New Delhi: Immune cells within a brain tumour could be taking control of sugar metabolism, breaking down fructose to suppress immune responses and promote tumour growth, a study has found.
Published in the journal Proceedings of the National Academy of Sciences, the study is the first to identify a sugar metabolism driving immune suppression in glioblastoma, an aggressive, rapidly growing malignant tumour in the brain, researchers said.
They suggested blocking how fructose gets broken down in specialised immune cells may improve a patient’s response to immunotherapy and outcomes.
“Across several mouse models, when we removed the fructose transporter, the tumours simply didn’t grow,” senior author Jason Miska, assistant professor of neurological surgery at Northwestern University’s school of medicine, said.
Glioblastoma is among the most treatment-resistant brain tumours, partly because of its tumour microenvironment — or the mix of cells surrounding the tumour — including microglia.
Microglia are immune cells that surround and support neurons (nerve cells) in the central nervous system.

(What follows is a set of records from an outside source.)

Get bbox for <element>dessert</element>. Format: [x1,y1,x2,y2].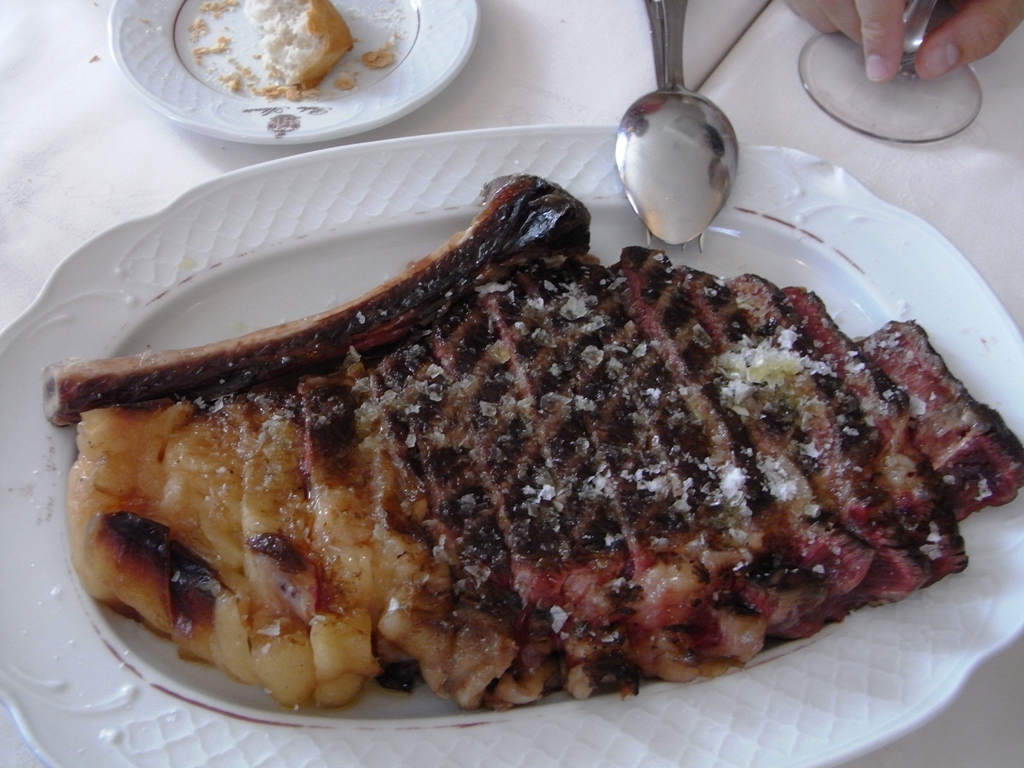
[26,153,982,723].
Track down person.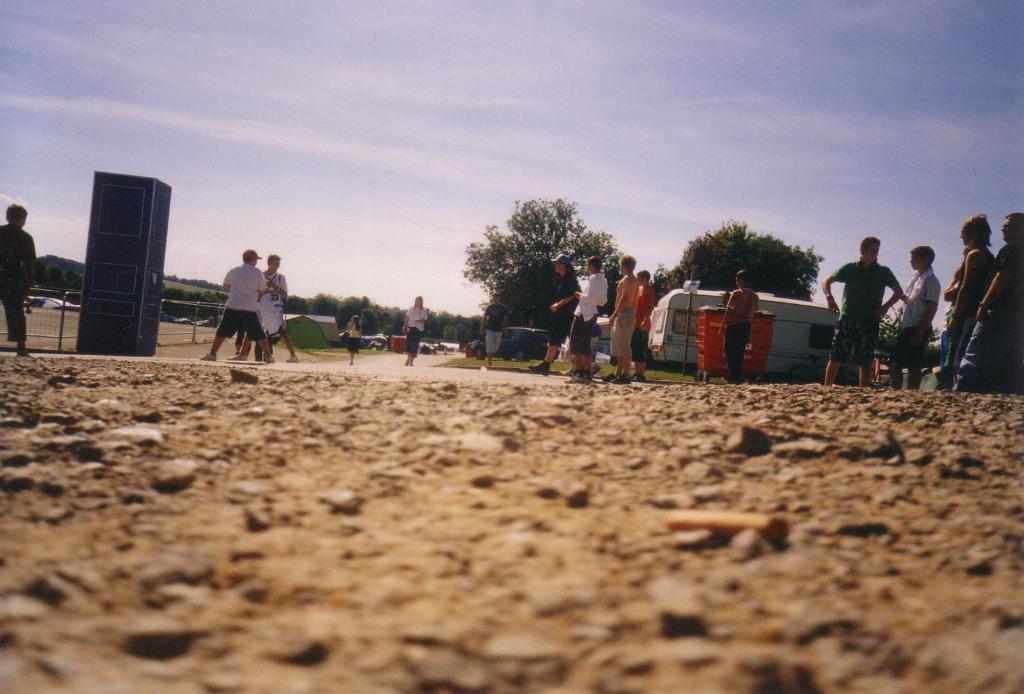
Tracked to 557, 259, 618, 385.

Crucial for the early stages of tumour growth, microglia also express a unique fructose transporter, ‘GLUT5’, enabling them to transport and metabolise the sugar molecule.
Varied analytical techniques, including genetic sequencing methods, were used to study microglia, macrophages — which are immune cells that can enter tumours from the bloodstream — and tumour cells.
The analysis confirmed that microglia uniquely express GLUT5 and showed microglia to be the only immune cells in the glioblastoma microenvironment capable of breaking down fructose.
“We knew microglia use this fructose transporter as part of their normal biology, but we did not expect it to be this important for brain tumour growth,” Miska said.
In mice, genetically engineered without the GLUT5 transporter, tumours were seen to produce a much stronger immune response, including a better recognition of tumour cells, an increased production of cytokines driving inflammation and a rapid multiplication of CD8+ T-cells, the immune system’s main cancer-killing cells.
“This not only makes the microglia themselves more inflammatory, but it also causes those T-cells and B-cells that are in the tumour to be more activated and create more inflammatory molecules that we have shown are required for rejection of brain tumours,” first author Leah Billingham, a postdoctoral fellow in Miska’s lab, said.
“This isn’t just solely the microglia doing something; this is an intricate interaction between the different parts of the immune system and how they are then impacting tumour rejection,” Billingham said.
Microglial fructose metabolism is a key regulator of immune suppression in glioblastoma and may be a promising therapeutic target to improve immunotherapy response in patients, the researchers suggested.
The authors “demonstrate that microglia uniquely express the fructose transporter GLUT5 and are the only immune cells in the GBM (glioblastoma) microenvironment capable of metabolising fructose.”
They show that a “global deletion of GLUT5 confers profound resistance to tumour growth. This effect is driven by loss of fructose metabolism in microglia and occurs independently of contributions from peripheral immune compartments.”